Trade Ins and resident wanting to upgrade

I was wondering how owners handle when residents want upgrade from an old/small mobile to bigger/newer mobile.

For example, the park has a nice 3bed 2bath vinyl/single home that is fully rehabbed with new flooring and paint which in my market goes 14-17K on payments with $1000-1500 down. A resident wants to give the park his old home for the down payment and make payments. The old home typically needs $3000 in rehab and might sell for 7K.

I have not done this kind of trade in before, I normally tell the residents to try to sell their home for cash and then do transaction with the park. The residents never have been able to sell because: cash buyers are hard to find and the homes need work. I have lost a least one good tenant because I was unwilling to do the trade.

The problems as I see them are: 1) I’m basically trading a good home for a old home that needs work. 2) I don’t want to lose a resident to another housing option because they outgrown their home or want to upgrade. 3) Each time I do this instead of getting $1000-1500 I have to put out $3000 in rehab $ in exchange for payments 4) In my market, the 15k newer is generally easier to sell than the older one at $7000.

I searching for a solution that retains good tenants but is structured in a way that works for financially.

Thanks for your input!

Looking at the situation as a opportunity to increase profits.
Finding a new tenant for the 15K home will net you a better quality tenant as opposed to the lower quality tenant you now have trading up.

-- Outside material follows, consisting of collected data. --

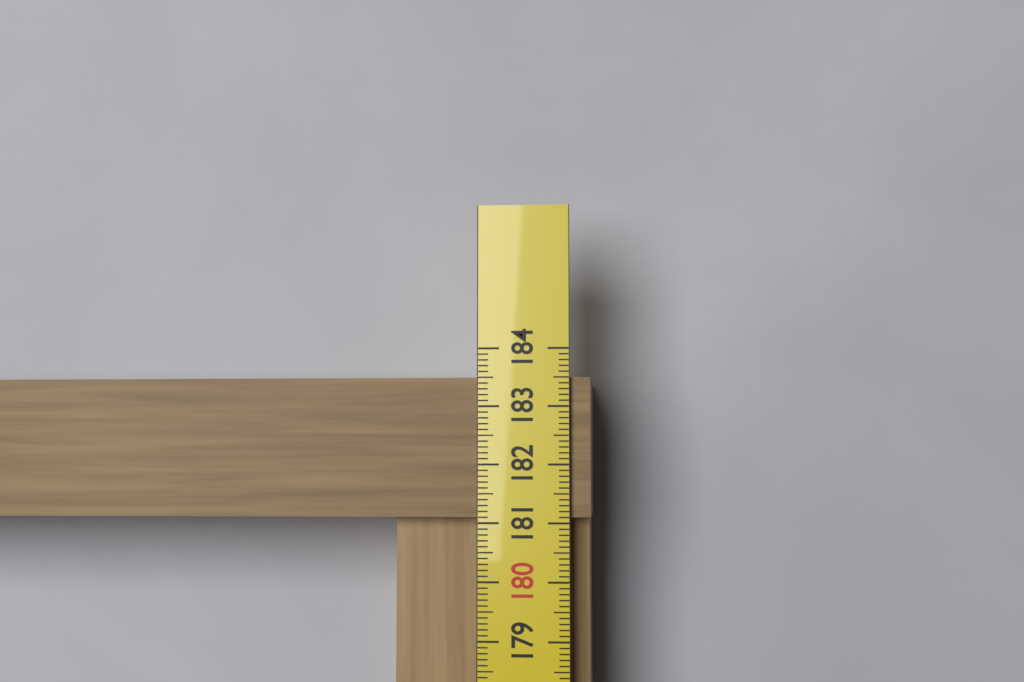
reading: 183.5 cm
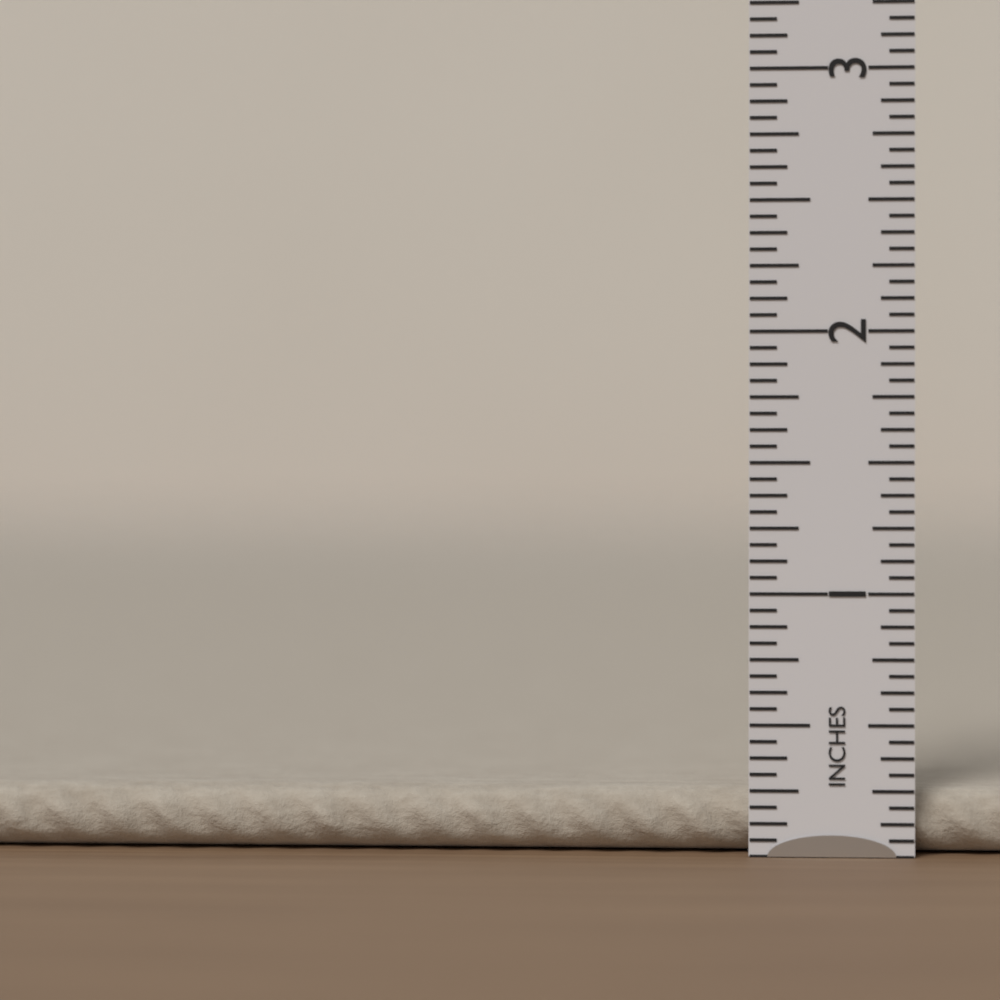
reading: 0.2500 in
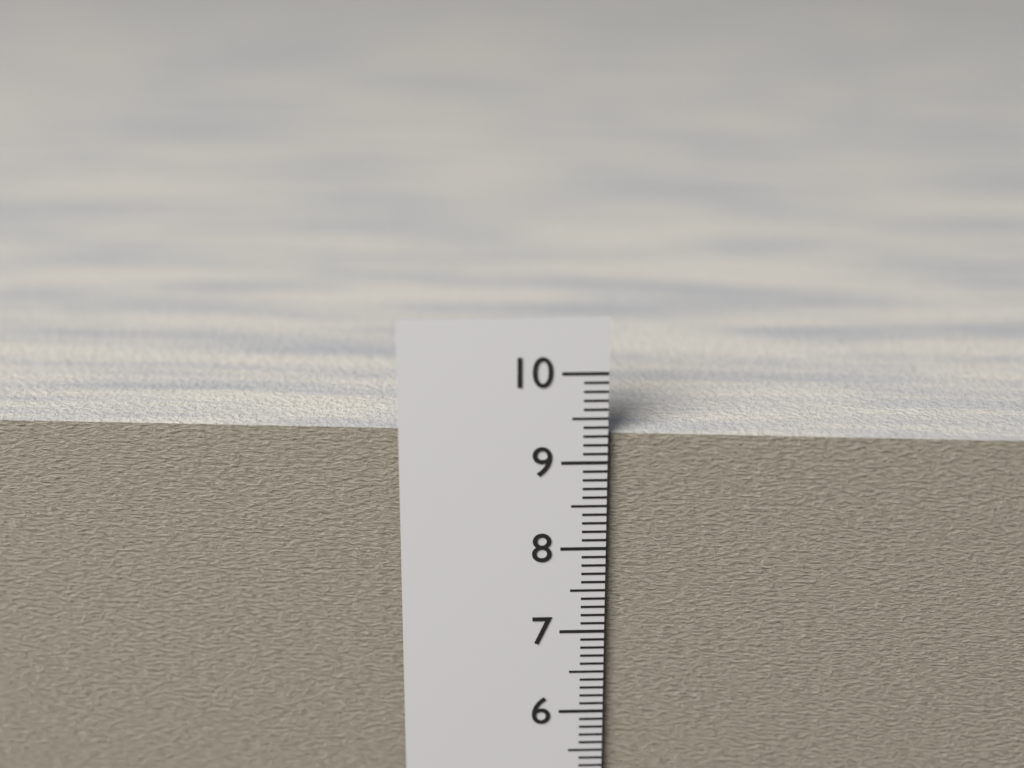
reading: 9.3 cm
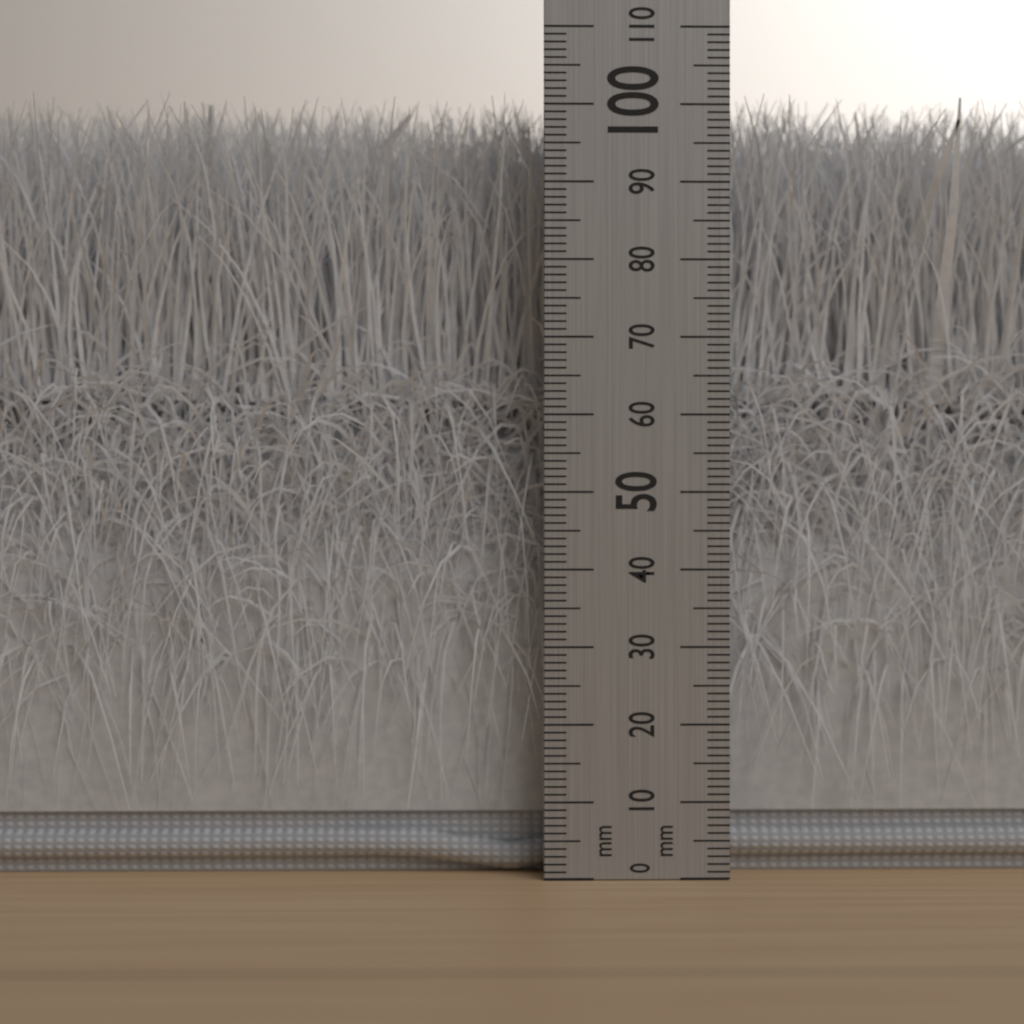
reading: 102 mm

Don’t view the possibility of a tenant leaving as losing a good tenant, tenants come and go, find a better one.
The tenant wanting to upgrade has a choice sell and upgrade, stay where they are or leave and abandon the home.
If they stay where they are it’s a plus for you as you get a better tenant in the more expensive home and keep the old tenant, if they sell and up grade you have no work and no lost rent and if they leave you get a free home to make a profit on.
I see no downside to saying no to a existing tenant wanting to upgrading but I only view the business from the perspective of how can I make more money with as little effort on my part as possible. I would defiantly take the risk of saying no and see what shakes out.